About
On Dec. 8, 2020, Texas Attorney General Ken Paxton (R) filed a lawsuit known as Texas v. Pennsylvania with the U.S. Supreme Court. It sought to block Georgia, Michigan, Pennsylvania, and Wisconsin from certifying their results of the 2020 presidential election because of what it charged were unconstitutional changes to election procedures made to accommodate voters during the pandemic. Paxton filed the case directly with the Supreme Court under the doctrine of original jurisdiction, which gives the high court the exclusive right to hear cases between states.
The core of Paxton’s argument was that executive branch officials in each of the four states—all of which Biden won—used the Covid-19 pandemic as a pretext to “usurp” the authority of their legislatures and change election procedures in violation of the Electors Clause in Article II, Section 1, clauses 2 and 3 of the U.S. Constitution. The argument is based on the “independent state legislature theory” advocated by Trump ally John Eastman, a law professor at Chapman University and a member of the Federalist Society.
Trump had great expectations for the case, filing a motion to intervene that was written by Eastman, and calling it “the big one” on social media.
The lawsuit was backed by 17 far-right Republican attorneys general in red states who signed an amicus brief in support of Texas. A group of 126 Republican congressmen also signed an amicus brief in support of Texas. As a countermeasure, the District of Columbia and 22 other states and territories filed their own amicus brief supporting the defendants.
On Dec. 11, 2020—three days after the initial filing—the Supreme Court dismissed the case due to lack of standing. The justices wrote that “Texas has not demonstrated a judicially cognizable interest in the manner in which another State conducts its elections. All other pending motions are dismissed as moot.”
The Big Lie
- Paxton’s brief argued that changes made by state election officials—particularly those that allowed for the submission of additional absentee ballots—created the opportunity for election fraud and undermined procedural safeguards against malfeasance.
- The amicus brief filed by 126 Republican members of Congress argued that the election results in the four states in question should be overturned because of suspicions of election fraud and essentially because so many people believed the rumors, lies, and manufactured misinformation that they and other members of the far Right had pushed on social media. The “election of 2020 has been riddled with an unprecedented number of serious allegations of fraud and irregularities,” the brief states, adding that “national polls indicate a large percentage of Americans now have serious doubts about not just the outcome of the presidential contest, but also the future reliability of our election system itself.”
- The amicus brief signed by 17 Republican attorneys general claimed that the defendant states were “stripping away safeguards” against voter fraud created by state legislatures. They also argued that “not only is the risk of voter fraud real but it could affect the outcome of a close election.”
- The day the suit was filed, legal scholar Noah Feldman called Texas v. Pennsylvania part of a coup attempt by Trump and his allies rather than a serious legal case. “The Texas lawsuit is literally asking the court to disqualify the electors from the four swing states that went to Biden,” he wrote. “That would plunge the country into a constitutional crisis. It would be the end of democracy in the United States.”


[About this exercise] The required answer is each line in the entries below where "Mini" occurs.

Listed records below:

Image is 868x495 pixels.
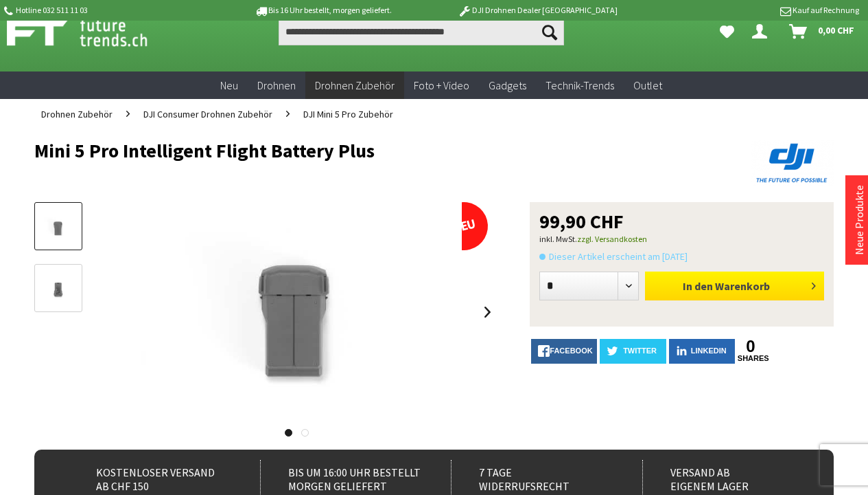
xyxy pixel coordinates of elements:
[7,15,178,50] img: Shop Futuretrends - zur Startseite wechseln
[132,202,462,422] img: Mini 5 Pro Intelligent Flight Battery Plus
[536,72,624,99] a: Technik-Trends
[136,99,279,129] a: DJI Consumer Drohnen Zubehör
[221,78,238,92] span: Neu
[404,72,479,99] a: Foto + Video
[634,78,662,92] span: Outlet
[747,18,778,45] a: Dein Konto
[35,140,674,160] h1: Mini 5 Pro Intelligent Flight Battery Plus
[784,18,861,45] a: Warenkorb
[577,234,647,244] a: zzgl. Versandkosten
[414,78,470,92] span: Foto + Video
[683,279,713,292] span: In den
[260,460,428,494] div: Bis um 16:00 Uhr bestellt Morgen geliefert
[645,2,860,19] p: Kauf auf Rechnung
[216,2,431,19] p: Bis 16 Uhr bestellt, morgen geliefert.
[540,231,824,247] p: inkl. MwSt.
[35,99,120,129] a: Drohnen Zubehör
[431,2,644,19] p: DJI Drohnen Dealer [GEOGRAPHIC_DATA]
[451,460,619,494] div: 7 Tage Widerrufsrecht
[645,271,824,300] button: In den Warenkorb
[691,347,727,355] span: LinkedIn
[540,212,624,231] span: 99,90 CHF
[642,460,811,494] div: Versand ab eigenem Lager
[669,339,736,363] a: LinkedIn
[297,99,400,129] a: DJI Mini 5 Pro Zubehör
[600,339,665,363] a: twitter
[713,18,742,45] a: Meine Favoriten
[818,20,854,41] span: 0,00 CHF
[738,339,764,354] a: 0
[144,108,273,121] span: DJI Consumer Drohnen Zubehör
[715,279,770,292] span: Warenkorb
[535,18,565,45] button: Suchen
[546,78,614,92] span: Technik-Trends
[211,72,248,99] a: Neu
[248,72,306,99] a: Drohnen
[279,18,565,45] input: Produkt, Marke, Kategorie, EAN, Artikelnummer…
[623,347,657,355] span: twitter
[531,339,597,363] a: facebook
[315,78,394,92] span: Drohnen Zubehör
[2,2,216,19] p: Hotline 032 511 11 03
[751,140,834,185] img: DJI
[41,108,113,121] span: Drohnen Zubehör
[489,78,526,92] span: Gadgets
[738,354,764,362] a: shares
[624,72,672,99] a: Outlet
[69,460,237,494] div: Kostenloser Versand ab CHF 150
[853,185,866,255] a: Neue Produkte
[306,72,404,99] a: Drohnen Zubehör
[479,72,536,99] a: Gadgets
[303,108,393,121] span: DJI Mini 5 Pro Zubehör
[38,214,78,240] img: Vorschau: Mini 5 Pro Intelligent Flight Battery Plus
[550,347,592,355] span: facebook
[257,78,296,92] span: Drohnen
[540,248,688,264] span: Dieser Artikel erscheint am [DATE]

End of Listed records.

[Output for this task]
[132,202,462,422] img: Mini 5 Pro Intelligent Flight Battery Plus
[35,140,674,160] h1: Mini 5 Pro Intelligent Flight Battery Plus
[297,99,400,129] a: DJI Mini 5 Pro Zubehör
[303,108,393,121] span: DJI Mini 5 Pro Zubehör
[38,214,78,240] img: Vorschau: Mini 5 Pro Intelligent Flight Battery Plus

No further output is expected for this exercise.